This weekend, I am staying at the hotel near my church so I won't have to drive home at night. This is our Orthodox Holy Week. To get down here, I have to drive one hour on the freeway and as you know, the closer you get to the city, the more cars nervously zip around you. It gets frantic sometimes. I used to come down here more often before Covid (weekly for church) and drive back when it was still daylight. But Holy Week has a different time schedule of its own. There are daily morning and evening services. Sometimes there are three services in one day!
Last night, I sang in the church choir (something I used to do weekly in the past) and we sang the lamentations which are a beautiful tradition on Good Friday. I always cry at some point while singing them because they are poetic and describe Jesus's death, etc. Normally, we walk around the church chanting with lit candles and following the Epitaphio which is covered with flowers (the Epitaphio symbolizes the tomb of Christ). But it was raining, so we stayed in.

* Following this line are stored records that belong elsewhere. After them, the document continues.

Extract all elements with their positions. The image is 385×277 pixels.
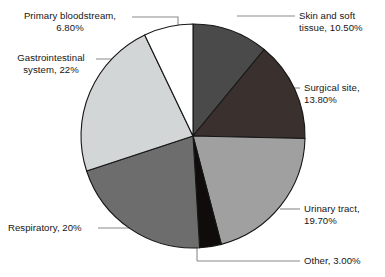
leader-line-primary-bloodstream <box>132 17 178 27</box>
slice-label-surgical-site: Surgical site, 13.80% <box>304 82 385 105</box>
pie-slices <box>81 24 305 248</box>
slice-label-respiratory: Respiratory, 20% <box>8 222 100 234</box>
slice-label-urinary-tract: Urinary tract, 19.70% <box>304 203 385 226</box>
slice-label-gastrointestinal-system: Gastrointestinal system, 22% <box>6 52 96 75</box>
slice-label-other: Other, 3.00% <box>304 255 385 267</box>
slice-label-skin-and-soft-tissue: Skin and soft tissue, 10.50% <box>299 10 385 33</box>
pie-chart-canvas <box>0 0 385 277</box>
pie-chart-figure: Primary bloodstream, 6.80% Gastrointesti… <box>0 0 385 277</box>
slice-label-primary-bloodstream: Primary bloodstream, 6.80% <box>8 10 132 33</box>
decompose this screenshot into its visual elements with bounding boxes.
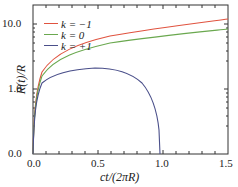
series-k-plus-1 — [33, 68, 160, 154]
legend: k = −1 k = 0 k = +1 — [44, 18, 92, 51]
legend-swatch — [44, 45, 58, 46]
x-tick-15: 1.5 — [219, 158, 233, 169]
x-tick-05: 0.5 — [91, 158, 105, 169]
legend-swatch — [44, 34, 58, 35]
y-axis-title: R(t)/R — [14, 55, 29, 105]
x-tick-1: 1.0 — [155, 158, 169, 169]
legend-item-k-minus-1: k = −1 — [44, 18, 92, 29]
x-axis-title: ct/(2πR) — [100, 170, 139, 185]
y-tick-10: 10.0 — [2, 18, 21, 29]
y-tick-0: 0.0 — [8, 148, 22, 159]
legend-swatch — [44, 23, 58, 24]
x-tick-0: 0.0 — [27, 158, 41, 169]
legend-item-k-plus-1: k = +1 — [44, 40, 92, 51]
legend-label: k = +1 — [61, 40, 92, 52]
legend-item-k-0: k = 0 — [44, 29, 92, 40]
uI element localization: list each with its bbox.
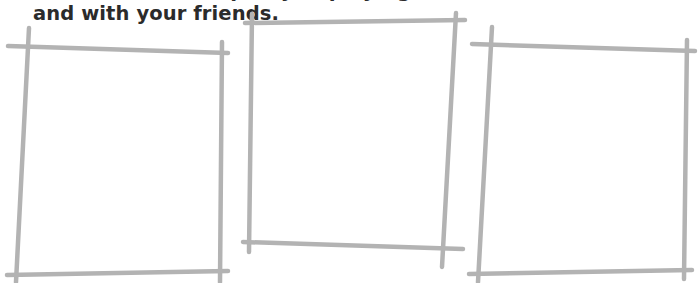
panel-3-top-edge bbox=[472, 44, 695, 51]
panel-1-right-edge bbox=[220, 42, 222, 282]
panel-2-left-edge bbox=[249, 14, 252, 252]
comic-panel-2[interactable] bbox=[243, 13, 465, 267]
comic-panel-3[interactable] bbox=[469, 27, 695, 282]
panel-3-left-edge bbox=[478, 27, 492, 282]
comic-panels bbox=[0, 0, 698, 283]
panel-3-bottom-edge bbox=[469, 270, 692, 274]
panel-1-left-edge bbox=[16, 28, 29, 282]
panel-2-top-edge bbox=[245, 20, 465, 23]
panel-2-right-edge bbox=[442, 13, 456, 267]
panel-3-right-edge bbox=[684, 40, 687, 279]
panel-1-top-edge bbox=[8, 46, 228, 53]
comic-panel-1[interactable] bbox=[7, 28, 228, 282]
panel-1-bottom-edge bbox=[7, 271, 228, 275]
panel-2-bottom-edge bbox=[243, 242, 463, 249]
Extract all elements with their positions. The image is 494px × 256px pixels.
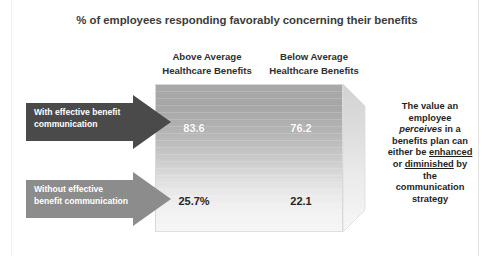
chart-side-face-3d — [343, 84, 371, 232]
value-above-average-without-communication: 25.7% — [162, 195, 226, 207]
side-note-line7: the — [423, 171, 437, 181]
column-header-below-line1: Below Average — [259, 50, 369, 64]
side-note-line2: employee — [409, 113, 452, 123]
slide-canvas: % of employees responding favorably conc… — [0, 0, 494, 256]
side-note-line3-rest: in a — [442, 124, 461, 134]
value-above-average-with-communication: 83.6 — [162, 122, 226, 134]
arrow-1-line2: communication — [34, 119, 154, 131]
chart-front-face: 83.6 76.2 25.7% 22.1 — [155, 84, 343, 232]
side-note-line8: communication — [396, 182, 465, 192]
legend-arrow-without-effective-communication-label: Without effective benefit communication — [34, 184, 154, 207]
side-note-line6-post: by — [454, 159, 467, 169]
value-below-average-without-communication: 22.1 — [269, 195, 333, 207]
column-header-below-line2: Healthcare Benefits — [259, 64, 369, 78]
arrow-2-line2: benefit communication — [34, 196, 154, 208]
column-header-above-average: Above Average Healthcare Benefits — [152, 50, 262, 77]
side-note-line9: strategy — [412, 194, 448, 204]
side-note-line5-pre: either be — [388, 147, 429, 157]
side-note-diminished-underline: diminished — [405, 159, 454, 169]
legend-arrow-with-effective-communication[interactable]: With effective benefit communication — [26, 95, 171, 149]
side-annotation-text: The value an employee perceives in a ben… — [374, 101, 486, 205]
arrow-1-line1: With effective benefit — [34, 107, 154, 119]
side-note-line1: The value an — [402, 101, 458, 111]
legend-arrow-with-effective-communication-label: With effective benefit communication — [34, 107, 154, 130]
arrow-2-line1: Without effective — [34, 184, 154, 196]
legend-arrow-without-effective-communication[interactable]: Without effective benefit communication — [26, 172, 171, 226]
value-below-average-with-communication: 76.2 — [269, 122, 333, 134]
frame-edge-left — [11, 0, 12, 256]
chart-block: 83.6 76.2 25.7% 22.1 — [155, 84, 370, 234]
side-note-enhanced-underline: enhanced — [429, 147, 472, 157]
page-title: % of employees responding favorably conc… — [0, 14, 494, 26]
column-header-above-line1: Above Average — [152, 50, 262, 64]
chart-face-banding — [156, 85, 344, 233]
column-header-above-line2: Healthcare Benefits — [152, 64, 262, 78]
side-note-line6-pre: or — [393, 159, 405, 169]
column-header-below-average: Below Average Healthcare Benefits — [259, 50, 369, 77]
side-note-line4: benefits plan can — [392, 136, 468, 146]
side-note-perceives-italic: perceives — [399, 124, 442, 134]
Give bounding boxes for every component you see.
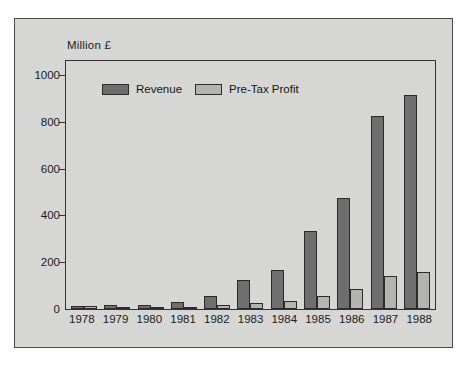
y-axis-tick-label: 600 — [41, 163, 60, 175]
y-axis-tick-label: 0 — [54, 303, 60, 315]
bar-group — [68, 63, 101, 310]
bar[interactable] — [117, 307, 130, 309]
bar[interactable] — [384, 276, 397, 309]
x-axis-tick-label: 1980 — [132, 313, 166, 325]
bar[interactable] — [284, 301, 297, 309]
y-axis-tick — [59, 215, 66, 216]
bar[interactable] — [104, 305, 117, 309]
bar[interactable] — [237, 280, 250, 309]
bar[interactable] — [371, 116, 384, 309]
x-axis-tick-label: 1978 — [65, 313, 99, 325]
x-axis-tick-label: 1985 — [301, 313, 335, 325]
bar[interactable] — [350, 289, 363, 309]
y-axis-tick — [59, 75, 66, 76]
x-axis-tick-label: 1981 — [166, 313, 200, 325]
bar[interactable] — [184, 307, 197, 309]
x-axis-labels: 1978197919801981198219831984198519861987… — [65, 313, 436, 325]
x-axis-tick-label: 1983 — [234, 313, 268, 325]
bar[interactable] — [171, 302, 184, 309]
bar-group — [400, 63, 433, 310]
bar[interactable] — [304, 231, 317, 309]
bar[interactable] — [151, 307, 164, 309]
bar-group — [367, 63, 400, 310]
bar[interactable] — [271, 270, 284, 309]
x-axis-tick-label: 1982 — [200, 313, 234, 325]
y-axis-tick — [59, 262, 66, 263]
x-axis-tick-label: 1988 — [402, 313, 436, 325]
y-axis-tick-label: 400 — [41, 209, 60, 221]
y-axis-tick — [59, 169, 66, 170]
bar-group — [300, 63, 333, 310]
bar[interactable] — [250, 303, 263, 309]
bar[interactable] — [204, 296, 217, 309]
plot-area: 02004006008001000 RevenuePre-Tax Profit — [65, 60, 436, 310]
y-axis-unit-label: Million £ — [67, 39, 111, 51]
chart-figure: Million £ 02004006008001000 RevenuePre-T… — [14, 18, 453, 348]
x-axis-tick-label: 1984 — [267, 313, 301, 325]
bar[interactable] — [404, 95, 417, 309]
bar-group — [267, 63, 300, 310]
bar[interactable] — [417, 272, 430, 309]
bar[interactable] — [317, 296, 330, 309]
y-axis-tick-label: 1000 — [34, 69, 60, 81]
y-axis-tick-label: 800 — [41, 116, 60, 128]
y-axis-tick-label: 200 — [41, 256, 60, 268]
bar-group — [101, 63, 134, 310]
bar[interactable] — [337, 198, 350, 309]
y-axis-tick — [59, 122, 66, 123]
bar[interactable] — [84, 306, 97, 309]
bar-groups — [68, 63, 434, 310]
x-axis-tick-label: 1986 — [335, 313, 369, 325]
x-axis-tick-label: 1987 — [369, 313, 403, 325]
bar-group — [334, 63, 367, 310]
bar-group — [167, 63, 200, 310]
x-axis-tick-label: 1979 — [99, 313, 133, 325]
bar-group — [234, 63, 267, 310]
bar[interactable] — [217, 305, 230, 309]
bar[interactable] — [71, 306, 84, 309]
bar[interactable] — [138, 305, 151, 309]
bar-group — [201, 63, 234, 310]
bar-group — [134, 63, 167, 310]
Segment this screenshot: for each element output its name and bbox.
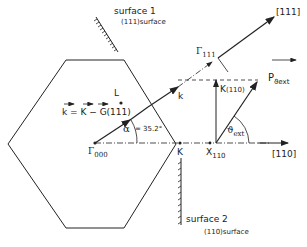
- gamma000-label: Γ000: [88, 147, 108, 159]
- direction-111-label: [111]: [276, 8, 300, 17]
- alpha-label: α: [123, 124, 130, 134]
- k-vector-label: k: [178, 92, 183, 101]
- p-ext-label: Pϑext: [268, 73, 289, 86]
- diagram-lines: [0, 0, 307, 247]
- brillouin-hexagon: [8, 60, 176, 228]
- surface2-label: surface 2: [186, 215, 228, 224]
- k-equation-label: k = K − G(111): [62, 108, 131, 117]
- surface1-label: surface 1: [114, 7, 156, 16]
- point-L-label: L: [114, 89, 119, 98]
- point-K-label: K: [177, 148, 183, 157]
- theta-ext-label: ϑext: [227, 126, 244, 138]
- direction-110-label: [110]: [272, 150, 296, 159]
- point-X-label: X110: [206, 148, 226, 160]
- k-parallel-label: K(110): [220, 85, 245, 94]
- diagram-canvas: surface 1 (111)surface [111] Γ111 Pϑext …: [0, 0, 307, 247]
- alpha-value-label: = 35.2°: [135, 126, 162, 133]
- gamma111-label: Γ111: [196, 47, 216, 59]
- surface2-plane-label: (110)surface: [204, 229, 249, 236]
- surface1-plane-label: (111)surface: [121, 19, 166, 26]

Here is the music from a recording by a famous Greek singer:
Of course, this is a solo singer, whereas as a choir, we have the sopranos, altos, and basses. I don't have the words in English, so I looked them up so you get an idea what they are singing about:
Good Friday LAMENTATIONS (Eggomia in Greek)
First 3 stanzas:
In a grave they laid Thee,
yet, O Christ Thou art Life,
and the armies of the angels beheld amazed, giving glory that
Thou chose to condescend.
How, O Life, dost Thou die?
How dost Thou dwell entombed,
Who hast slashed through all the bonds in the
realm of death,
and hast raised the dead in Hades from their
graves?
We, O Lord, exalt Thee,
O Christ Jesus, our King,
and we venerate
Thy Passion and burial through which
Thou hast brought redemption
from our sins.
These are the stanzas (12- 15) that always make me cry when I sing them (because I picture the Virgin Mary losing her son):
When Thy mother saw Thee
brought to slaughter, O Lamb,
she was stabbed with painful torment; her
anguished sobs
called the flock to join her bitter cries of grief.
“Woe is me!” the Virgin
mourned through heart-breaking sobs.
“Thou art, Jesus, my most precious, beloved
Son!
Gone is my light, and the Light of all the
world!”
“God and Word eternal,
O my Gladness and Joy!
How shall I endure Thy three days inside the
tomb
when my heart is breaking with a mother’s
grief?”
“Who will give me water,
and a fountain of tears,”
cried the Virgin Bride of God in her deep
despair,
“that in grief for my sweet Jesus I might weep.”
But I wipe my own tears after the singing is done, because I know there is a happy ending.
Tonight, I will be going to the church service around 10 where I will be singing once more in the choir. In Greek, we say
Kali Anastasi! which means a good resurrection. After tonight's service, for several days, we say Christos Anesti! Christ has risen!